Europe’s biggest rival to US payments giant Stripe, Checkout.com, has slashed the internal tax value of its shares by 15%, according to people familiar with the matter. This marks its second internal downgrade in seven months.
The payments startup notified employees of the change last week, according to an email seen by Sifted.
The price at which current and former Checkout.com employees can exercise their stock options — known as the strike price — had been reduced to $55 a share, down from $65 a share at the last downgrade, four sources said. It’s a cut that implies a new internal valuation of around $9.35bn for the company.
Checkout.com already cut its internal valuation to $11bn in November last year. This fresh cut represents a 77% drop from the $40bn valuation that investors gave the payments company at its last funding round in January 2022.
“The tech sector at large has been adversely affected by the macroeconomic environment and rising interest rates,” Checkout.com’s chief people officer Kerry Van Voris wrote last week in the email, seen by Sifted.
“While this may appear negative, it actually offers the opportunity to capture more financial upside over time for newly issued shares at a lower strike price, hence a good thing,” Voris wrote.

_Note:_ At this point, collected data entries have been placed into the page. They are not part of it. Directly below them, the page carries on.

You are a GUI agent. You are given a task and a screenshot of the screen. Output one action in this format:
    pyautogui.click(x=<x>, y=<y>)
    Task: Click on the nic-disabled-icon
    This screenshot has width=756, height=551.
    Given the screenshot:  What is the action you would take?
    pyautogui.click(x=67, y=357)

When a startup lowers its internal valuation, it allows it to offer employees equity at a lower price — something that other growth stage companies like Stripe and Instacart have also done in the past few months.
But Checkout.com’s internal valuation reset also serves as another indication of how much growth-stage startups’ investor-assigned valuations may be out of sync with their current market value, amid a global funding squeeze.
“Resetting our 409a allows us to grant new equity at a more favorable strike price,” a spokesperson for Checkout.com told Sifted. “Given we continue to see healthy growth across both volume and revenue globally, we want to make sure that our employees can take part in the upside.”
A 409a is often referred to as the tax valuation of a company — an independent assessment of a private company’s fair market value that allows it to price its shares.